Emir
Emir

Reputation: 481

Extracting parts of a webpage with python

So I have a data retrieval/entry project and I want to extract a certain part of a webpage and store it in a text file. I have a text file of urls and the program is supposed to extract the same part of the page for each url.

Specifically, the program copies the legal statute following "Legal Authority:" on pages such as this. As you can see, there is only one statute listed. However, some of the urls also look like this, meaning that there are multiple separated statutes.

My code works for pages of the first kind:

from sys import argv
from urllib2 import urlopen

script, urlfile, legalfile = argv
input = open(urlfile, "r")
output = open(legalfile, "w")

def get_legal(page):
    # this is where Legal Authority: starts in the code
    start_link = page.find('Legal Authority:')
    start_legal = page.find('">', start_link+1)
    end_link = page.find('<', start_legal+1)
    legal = page[start_legal+2: end_link]
    return legal

for line in input:
  pg = urlopen(line).read()
  statute = get_legal(pg)
  output.write(get_legal(pg))

Giving me the desired statute name in the "legalfile" output .txt. However, it cannot copy multiple statute names. I've tried something like this:

def get_legal(page):
# this is where Legal Authority: starts in the code
    end_link = ""
    legal = ""
    start_link = page.find('Legal Authority:')
    while (end_link != '</a>&nbsp;'):
        start_legal = page.find('">', start_link+1)

        end_link = page.find('<', start_legal+1)
        end2 = page.find('</a>&nbsp;', end_link+1)
        legal += page[start_legal+2: end_link] 
        if 
        break
    return legal

Since every list of statutes ends with '</a>&nbsp;' (inspect the source of either of the two links) I thought I could use that fact (having it as the end of the index) to loop through and collect all the statutes in one string. Any ideas?

Upvotes: 0

Views: 2538

Answers (2)

tiwo
tiwo

Reputation: 3369

They provide XML data over there, see my comment. If you think you can't download that many files (or the other end could dislike so many HTTP GET requests), I'd recommend asking their admins if they would kindly provide you with a different way of accessing the data.

I have done so twice in the past (with scientific databases). In one instance the sheer size of the dataset prohibited a download; they ran a SQL query of mine and e-mailed the results (but had previously offered to mail a DVD or hard disk). In another case, I could have done some million HTTP requests to a webservice (and they were ok) each fetching about 1k bytes. This would have taken long, and would have been quite inconvenient (requiring some error-handling, since some of these requests would always time out) (and non-atomic due to paging). I was mailed a DVD.

I'd imagine that the Office of Management and Budget could possibly be similar accomodating.

Upvotes: 0

Mark Gemmill
Mark Gemmill

Reputation: 5949

I would suggest using BeautifulSoup to parse and search your html. This will be much easier than doing basic string searches.

Here's a sample that pulls all the <a> tags found within the <td> tag that contains the <b>Legal Authority:</b> tag. (Note that I'm using requests library to fetch page content here - this is just a recommended and very easy to use alternative to urlopen.)

import requests
from BeautifulSoup import BeautifulSoup

# fetch the content of the page with requests library
url = "http://www.reginfo.gov/public/do/eAgendaViewRule?pubId=200210&RIN=1205-AB16"
response = requests.get(url)

# parse the html
html = BeautifulSoup(response.content)

# find all the <a> tags
a_tags = html.findAll('a', attrs={'class': 'pageSubNavTxt'})


def fetch_parent_tag(tags):
    # fetch the parent <td> tag of the first <a> tag
    # whose "previous sibling" is the <b>Legal Authority:</b> tag.
    for tag in tags:
        sibling = tag.findPreviousSibling()
        if not sibling:
            continue
        if sibling.getText() == 'Legal Authority:':
            return tag.findParent()

# now, just find all the child <a> tags of the parent.
# i.e. finding the parent of one child, find all the children
parent_tag = fetch_parent_tag(a_tags)
tags_you_want = parent_tag.findAll('a')

for tag in tags_you_want:
    print 'statute: ' + tag.getText()

If this isn't exactly what you needed to do, BeautifulSoup is still the tool you likely want to use for sifting through html.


* [Task description]:
Find the word "students" in the data below and copy each line that holds it.

BEGIN

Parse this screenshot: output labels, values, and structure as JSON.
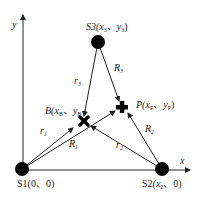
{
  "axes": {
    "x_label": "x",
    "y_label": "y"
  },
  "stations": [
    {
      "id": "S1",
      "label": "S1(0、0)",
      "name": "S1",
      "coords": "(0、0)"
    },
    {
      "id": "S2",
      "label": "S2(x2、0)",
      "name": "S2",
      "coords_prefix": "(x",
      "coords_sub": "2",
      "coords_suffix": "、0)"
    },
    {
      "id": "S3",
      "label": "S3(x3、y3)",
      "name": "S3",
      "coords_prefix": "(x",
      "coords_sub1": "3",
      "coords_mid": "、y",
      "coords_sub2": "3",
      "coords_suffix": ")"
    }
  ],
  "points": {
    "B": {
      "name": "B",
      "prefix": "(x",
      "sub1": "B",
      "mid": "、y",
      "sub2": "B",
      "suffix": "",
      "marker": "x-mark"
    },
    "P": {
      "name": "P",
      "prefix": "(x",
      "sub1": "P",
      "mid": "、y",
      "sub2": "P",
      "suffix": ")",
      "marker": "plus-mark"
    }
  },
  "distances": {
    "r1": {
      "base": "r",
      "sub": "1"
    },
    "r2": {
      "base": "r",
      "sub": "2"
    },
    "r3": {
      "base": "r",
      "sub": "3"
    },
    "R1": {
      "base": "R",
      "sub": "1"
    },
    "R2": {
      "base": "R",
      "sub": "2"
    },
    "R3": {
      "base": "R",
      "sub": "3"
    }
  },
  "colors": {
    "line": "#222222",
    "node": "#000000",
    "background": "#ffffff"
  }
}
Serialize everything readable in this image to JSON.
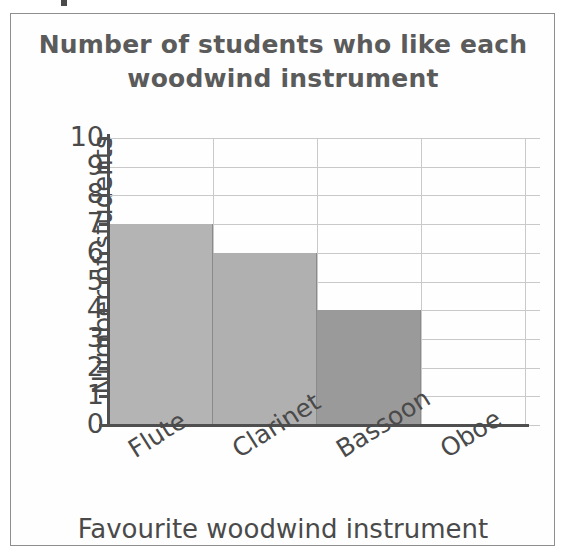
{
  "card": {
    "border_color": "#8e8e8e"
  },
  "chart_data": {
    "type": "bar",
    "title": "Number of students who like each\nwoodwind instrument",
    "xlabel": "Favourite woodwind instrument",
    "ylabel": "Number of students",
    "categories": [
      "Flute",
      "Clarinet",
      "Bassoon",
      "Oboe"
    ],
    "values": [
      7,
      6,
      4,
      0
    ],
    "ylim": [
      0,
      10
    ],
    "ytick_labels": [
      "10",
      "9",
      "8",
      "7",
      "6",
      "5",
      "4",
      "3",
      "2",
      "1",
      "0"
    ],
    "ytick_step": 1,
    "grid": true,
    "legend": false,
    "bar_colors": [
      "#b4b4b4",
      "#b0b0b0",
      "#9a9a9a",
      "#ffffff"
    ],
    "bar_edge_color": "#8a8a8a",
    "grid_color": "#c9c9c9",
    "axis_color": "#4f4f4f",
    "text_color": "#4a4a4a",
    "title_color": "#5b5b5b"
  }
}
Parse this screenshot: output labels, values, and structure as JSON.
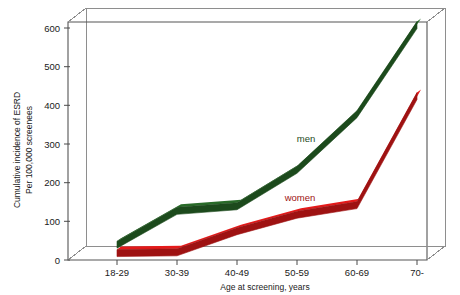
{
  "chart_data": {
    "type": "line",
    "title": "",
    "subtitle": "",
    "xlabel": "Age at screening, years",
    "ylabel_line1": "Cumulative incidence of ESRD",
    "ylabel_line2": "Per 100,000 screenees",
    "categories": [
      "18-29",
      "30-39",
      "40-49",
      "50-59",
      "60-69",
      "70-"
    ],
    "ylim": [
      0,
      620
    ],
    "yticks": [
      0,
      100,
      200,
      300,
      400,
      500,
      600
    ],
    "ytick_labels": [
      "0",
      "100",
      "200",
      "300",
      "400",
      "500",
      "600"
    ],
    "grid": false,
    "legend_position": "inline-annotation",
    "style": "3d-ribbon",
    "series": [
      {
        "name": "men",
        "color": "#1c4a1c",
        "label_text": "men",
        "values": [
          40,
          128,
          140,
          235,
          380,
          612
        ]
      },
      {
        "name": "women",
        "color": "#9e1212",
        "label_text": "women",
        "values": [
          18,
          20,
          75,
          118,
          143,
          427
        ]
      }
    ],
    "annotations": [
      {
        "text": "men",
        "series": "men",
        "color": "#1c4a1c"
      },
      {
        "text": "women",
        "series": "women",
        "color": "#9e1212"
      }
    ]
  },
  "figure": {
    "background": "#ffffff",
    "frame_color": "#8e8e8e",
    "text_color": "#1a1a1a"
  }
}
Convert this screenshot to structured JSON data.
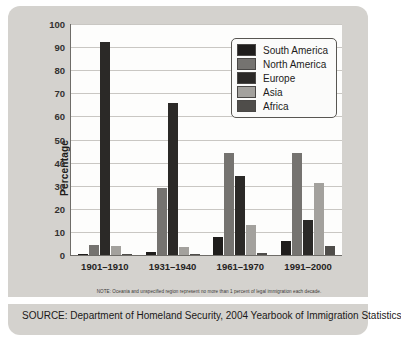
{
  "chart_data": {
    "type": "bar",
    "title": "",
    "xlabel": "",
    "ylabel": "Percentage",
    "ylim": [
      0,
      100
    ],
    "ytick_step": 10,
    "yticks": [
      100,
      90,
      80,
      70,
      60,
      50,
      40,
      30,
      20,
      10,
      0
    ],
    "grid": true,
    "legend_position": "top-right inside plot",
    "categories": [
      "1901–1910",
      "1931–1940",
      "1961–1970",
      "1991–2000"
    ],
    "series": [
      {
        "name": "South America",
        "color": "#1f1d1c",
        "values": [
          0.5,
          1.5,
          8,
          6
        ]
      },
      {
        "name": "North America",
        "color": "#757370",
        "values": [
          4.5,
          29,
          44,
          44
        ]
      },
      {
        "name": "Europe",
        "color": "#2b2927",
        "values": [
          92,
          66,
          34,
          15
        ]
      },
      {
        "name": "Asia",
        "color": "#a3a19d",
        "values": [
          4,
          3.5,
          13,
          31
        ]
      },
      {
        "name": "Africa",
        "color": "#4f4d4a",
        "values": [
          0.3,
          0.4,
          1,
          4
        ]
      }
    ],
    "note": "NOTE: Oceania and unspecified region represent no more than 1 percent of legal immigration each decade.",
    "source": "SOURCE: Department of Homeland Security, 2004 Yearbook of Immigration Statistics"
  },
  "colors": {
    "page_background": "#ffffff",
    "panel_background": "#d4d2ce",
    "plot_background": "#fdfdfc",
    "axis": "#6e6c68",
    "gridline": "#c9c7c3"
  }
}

END

* [Your solution]:
    "title": "Number of students who like each\nwoodwind instrument",
    "ylabel": "Number of students",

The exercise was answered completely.